Antisemitism

Antisemitism

The root word Semite gives the false impression that antisemitism are directed against all Semitic people, e. g., Arabs, Assyrians and Arameans. The compound word Antisemiticus was first used in print in Germany in 1879 as a scientific-sounding term for Judenhass.

About Antisemitism in brief

Summary AntisemitismAntisemitism is hostility to, prejudice, or discrimination against Jews. A person who holds such positions is called an antisemite. Notable instances of persecution include the Rhineland massacres preceding the First Crusade in 1096, the Edict of Expulsion from England in 1290, the 1348–1351 persecution of Jews during the Black Death, the massacres of Spanish Jews in 1391, the persecutions of the Spanish Inquisition, the expulsion from Spain in 1492, the Cossack massacres in Ukraine from 1648 to 1657, various anti-Jewish pogroms in the Russian Empire between 1821 and 1906, the 1894–1906 Dreyfus affair in France, the Holocaust in German-occupied Europe during World War II, Soviet anti- Jewish policies, and Arab and Muslim involvement in the Jewish exodus fromArab and Muslim countries. The root word Semite gives the false impression that antisemitism are directed against all Semitic people, e. g., including Arabs, Assyrians and Arameans. The compound word Antisemiticus was first used in print in Germany in 1879 as a scientific-sounding term for Judenhass, and this has been its common use since then. In 1879 German journalist Wilhelm Marr published a pamphlet, Der Sieg des Judenthums über das Germanenthum. Vom nicht confessionellen Standpunkt aus betrachtet in which he used the word Semitismus interchangeably with the word Judentum to denote both  Jewry  and jewishness.

The pamphlet became very popular, and in the same year he founded the AntisEMiten-Liga, apparently named after the popular popular anti-Kanzler league. The league committed specifically to combating the threat to Germany and German culture posed by the Jews and advocating their forced removal from the country. So far as can be ascertained, the word ‘Anti-Semitism’ was recently used as a designation for a group of people who were opposed to the Jews as a people and to the Jewish spirit. The origin of ‘antisemitic’ terminologies is found in the responses of Moritz Steinschneider to the views of Ernest Renan. He used this phrase to characterise the French philosopher’s false ideas about how ‘Semitic races’ were inferior to ‘Aryan races’ in the phrase antisemitische Vorurteile. He coined the phrase ‘the Jews are our misfortune’ which would later be widely used by Nazis. According to Avner Falk, Treitschke uses the term ‘Semitic’ almost synonymously with ‘Jewish’, in contrast to Renan’s use of it to refer to a whole range of peoples, based generally on linguistic criteria. The term was originally used by its authors to’stress the radical difference between their ownantisemitism’ and earlier forms of antagonism toward Jews and Judaism.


> **EXERCISE**
Every line of the data that includes "Memory" should be copied out.

DATA PROVIDED: Begin

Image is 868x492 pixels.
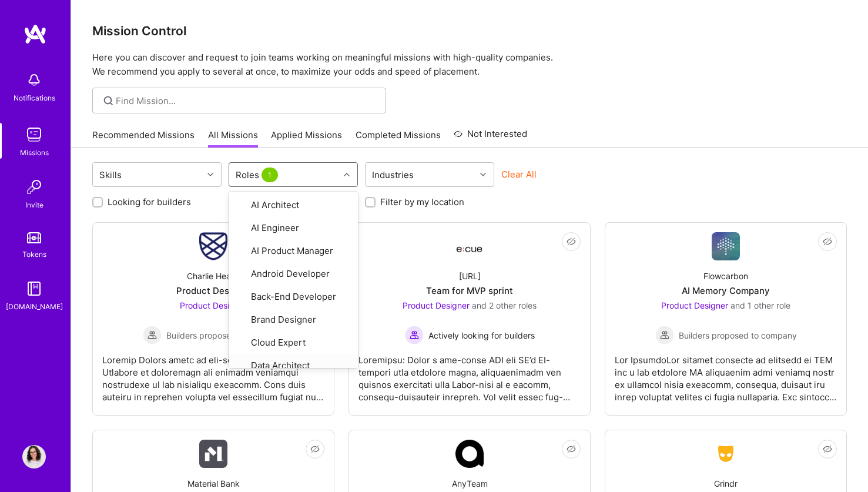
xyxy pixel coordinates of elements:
p: Here you can discover and request to join teams working on meaningful missions with high-quality ... [92,50,847,79]
span: Product Designer [661,300,728,311]
div: Data Architect [236,359,351,372]
span: Builders proposed to company [679,329,797,341]
div: AnyTeam [452,477,488,489]
div: Back-End Developer [236,290,351,304]
a: Not Interested [453,127,527,148]
span: 1 [261,167,278,182]
a: Applied Missions [271,129,342,148]
img: Builders proposed to company [143,325,161,344]
img: Actively looking for builders [405,325,424,344]
div: Android Developer [236,268,351,281]
div: AI Memory Company [681,284,770,297]
i: icon Chevron [480,171,486,177]
button: Clear All [501,168,536,180]
div: AI Architect [236,199,351,212]
img: Company Logo [711,443,740,464]
img: Company Logo [199,440,227,468]
img: Company Logo [455,440,484,468]
a: Company Logo[URL]Team for MVP sprintProduct Designer and 2 other rolesActively looking for builde... [358,232,580,405]
img: User Avatar [22,445,46,468]
i: icon EyeClosed [566,444,576,454]
i: icon Chevron [344,171,349,177]
img: guide book [22,277,46,300]
span: Product Designer [180,300,247,311]
label: Looking for builders [107,196,191,208]
label: Filter by my location [380,196,464,208]
div: Tokens [22,248,46,260]
a: Company LogoCharlie HealthProduct DesignerProduct Designer Builders proposed to companyBuilders p... [102,232,324,405]
span: Product Designer [402,300,470,311]
a: Completed Missions [355,129,441,148]
div: AI Engineer [236,222,351,235]
div: [DOMAIN_NAME] [6,300,63,313]
div: Industries [369,166,417,183]
div: Missions [20,147,49,159]
div: Notifications [13,91,55,104]
span: and 2 other roles [472,300,536,311]
div: Product Designer [176,284,251,297]
a: User Avatar [19,445,49,468]
div: Brand Designer [236,313,351,327]
i: icon EyeClosed [822,444,832,454]
img: Company Logo [199,232,227,260]
i: icon EyeClosed [566,237,576,246]
div: Invite [26,199,44,211]
h3: Mission Control [92,24,847,38]
div: Flowcarbon [703,270,748,282]
div: Team for MVP sprint [426,284,513,297]
div: [URL] [459,270,480,282]
div: Roles [232,166,284,183]
div: Charlie Health [187,270,241,282]
span: and 1 other role [730,300,790,311]
img: bell [22,68,46,91]
div: Loremipsu: Dolor s ame-conse ADI eli SE’d EI-tempori utla etdolore magna, aliquaenimadm ven quisn... [358,344,580,403]
img: Invite [22,175,46,199]
i: icon Chevron [208,171,213,177]
i: icon EyeClosed [310,444,320,454]
img: tokens [27,232,41,243]
span: Actively looking for builders [429,329,535,341]
img: Company Logo [711,232,740,260]
img: teamwork [22,123,46,147]
a: Company LogoFlowcarbonAI Memory CompanyProduct Designer and 1 other roleBuilders proposed to comp... [615,232,836,405]
a: All Missions [208,129,258,148]
span: Builders proposed to company [166,329,284,341]
img: Builders proposed to company [655,325,674,344]
div: Lor IpsumdoLor sitamet consecte ad elitsedd ei TEM inc u lab etdolore MA aliquaenim admi veniamq ... [615,344,836,403]
div: Skills [96,166,124,183]
div: Material Bank [187,477,240,489]
i: icon SearchGrey [101,94,115,108]
div: Cloud Expert [236,336,351,350]
img: logo [24,24,47,44]
div: AI Product Manager [236,245,351,258]
i: icon EyeClosed [822,237,832,246]
img: Company Logo [455,236,484,257]
div: Grindr [714,477,738,489]
input: Find Mission... [116,95,377,107]
a: Recommended Missions [92,129,194,148]
div: Loremip Dolors ametc ad eli-se-doe Tempori Utlabore et doloremagn ali enimadm veniamqui nostrudex... [102,344,324,403]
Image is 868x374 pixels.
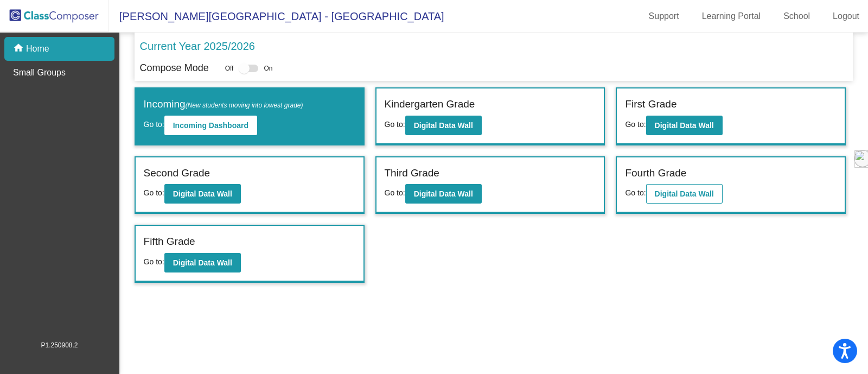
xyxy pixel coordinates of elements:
b: Digital Data Wall [413,121,472,129]
b: Digital Data Wall [413,189,472,198]
span: Go to: [143,120,164,128]
label: Incoming [143,97,303,112]
span: Go to: [624,120,645,128]
label: Third Grade [384,165,440,181]
a: Learning Portal [693,7,770,25]
span: Go to: [624,188,645,197]
label: Fifth Grade [143,233,195,249]
p: Small Groups [13,67,66,79]
button: Digital Data Wall [646,115,723,135]
span: Off [225,64,233,73]
label: Kindergarten Grade [384,97,475,112]
a: Logout [824,7,868,25]
p: Compose Mode [140,61,209,75]
button: Digital Data Wall [646,184,723,203]
b: Incoming Dashboard [173,121,248,129]
button: Digital Data Wall [405,184,482,203]
b: Digital Data Wall [654,121,713,129]
span: Go to: [384,188,405,197]
button: Incoming Dashboard [164,115,257,135]
p: Home [26,42,50,55]
b: Digital Data Wall [173,189,232,198]
button: Digital Data Wall [405,115,482,135]
p: Current Year 2025/2026 [140,37,255,54]
b: Digital Data Wall [654,189,713,198]
a: School [774,7,818,25]
button: Digital Data Wall [164,184,241,203]
label: Fourth Grade [624,165,686,181]
span: [PERSON_NAME][GEOGRAPHIC_DATA] - [GEOGRAPHIC_DATA] [109,7,444,25]
button: Digital Data Wall [164,253,241,272]
label: Second Grade [143,165,210,181]
span: Go to: [143,257,164,265]
mat-icon: home [13,42,26,55]
span: Go to: [143,188,164,197]
span: (New students moving into lowest grade) [186,101,303,109]
span: On [263,64,272,73]
b: Digital Data Wall [173,258,232,267]
label: First Grade [624,97,676,112]
a: Support [640,7,688,25]
span: Go to: [384,120,405,128]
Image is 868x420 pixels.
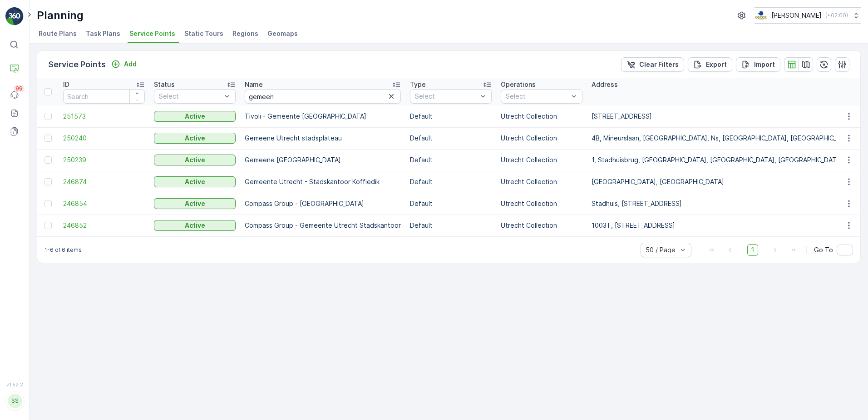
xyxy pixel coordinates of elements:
img: basis-logo_rgb2x.png [755,11,768,21]
button: Active [154,176,236,188]
p: Default [410,112,492,121]
p: [PERSON_NAME] [771,11,822,20]
input: Search [245,89,401,104]
button: [PERSON_NAME](+02:00) [755,7,861,24]
p: Active [185,112,205,121]
div: Toggle Row Selected [44,200,52,207]
a: 250239 [63,156,145,164]
p: Utrecht Collection [500,199,583,208]
p: Gemeene Utrecht stadsplateau [245,134,401,143]
button: Clear Filters [621,57,684,72]
p: ( +02:00 ) [825,12,848,19]
a: 246854 [63,199,145,208]
button: Add [108,59,140,70]
span: Geomaps [268,29,298,38]
a: 246874 [63,177,145,186]
div: SS [8,393,22,408]
p: Planning [37,8,83,22]
p: Default [410,177,492,186]
button: Active [154,133,236,144]
span: Route Plans [38,29,77,38]
button: Active [154,198,236,209]
span: Service Points [129,29,175,38]
a: 251573 [63,112,145,121]
p: Default [410,199,492,208]
p: ID [63,80,70,89]
button: Export [688,57,732,72]
p: Compass Group - [GEOGRAPHIC_DATA] [245,199,401,208]
div: Toggle Row Selected [44,156,52,164]
p: Compass Group - Gemeente Utrecht Stadskantoor [245,221,401,230]
span: Go To [814,245,833,254]
p: Service Points [48,58,106,71]
button: Import [736,57,781,72]
a: 250240 [63,134,145,143]
p: Add [124,60,136,69]
p: 99 [15,85,22,92]
p: Select [415,92,477,101]
p: Operations [500,80,536,89]
img: logo [5,7,24,25]
p: Name [245,80,263,89]
button: Active [154,154,236,166]
p: Export [706,60,727,69]
p: Utrecht Collection [500,134,583,143]
p: Utrecht Collection [500,156,583,164]
span: Task Plans [86,29,121,38]
span: Regions [232,29,258,38]
input: Search [63,89,145,104]
p: Status [154,80,175,89]
p: 1-6 of 6 items [44,246,82,254]
p: Default [410,221,492,230]
p: Active [185,177,205,186]
p: Active [185,134,205,143]
p: Gemeente Utrecht - Stadskantoor Koffiedik [245,177,401,186]
p: Active [185,221,205,230]
p: Active [185,156,205,164]
button: Active [154,111,236,122]
p: Type [410,80,426,89]
p: Utrecht Collection [500,177,583,186]
p: Utrecht Collection [500,112,583,121]
p: Select [159,92,222,101]
p: Default [410,156,492,164]
span: v 1.52.2 [5,382,24,387]
p: Select [506,92,568,101]
div: Toggle Row Selected [44,113,52,120]
a: 246852 [63,221,145,230]
button: SS [5,389,24,413]
a: 99 [5,86,24,104]
p: Clear Filters [639,60,679,69]
button: Active [154,220,236,231]
div: Toggle Row Selected [44,222,52,229]
p: Utrecht Collection [500,221,583,230]
p: Address [591,80,618,89]
div: Toggle Row Selected [44,178,52,185]
span: Static Tours [184,29,223,38]
p: Gemeene [GEOGRAPHIC_DATA] [245,156,401,164]
div: Toggle Row Selected [44,134,52,142]
span: 1 [747,244,758,256]
p: Active [185,199,205,208]
p: Default [410,134,492,143]
p: Import [754,60,775,69]
p: Tivoli - Gemeente [GEOGRAPHIC_DATA] [245,112,401,121]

DATA PROVIDED: End

> **WORKED SOLUTION**
div: AI Memory Company [681,284,770,297]
a: Company LogoFlowcarbonAI Memory CompanyProduct Designer and 1 other roleBuilders proposed to comp... [615,232,836,405]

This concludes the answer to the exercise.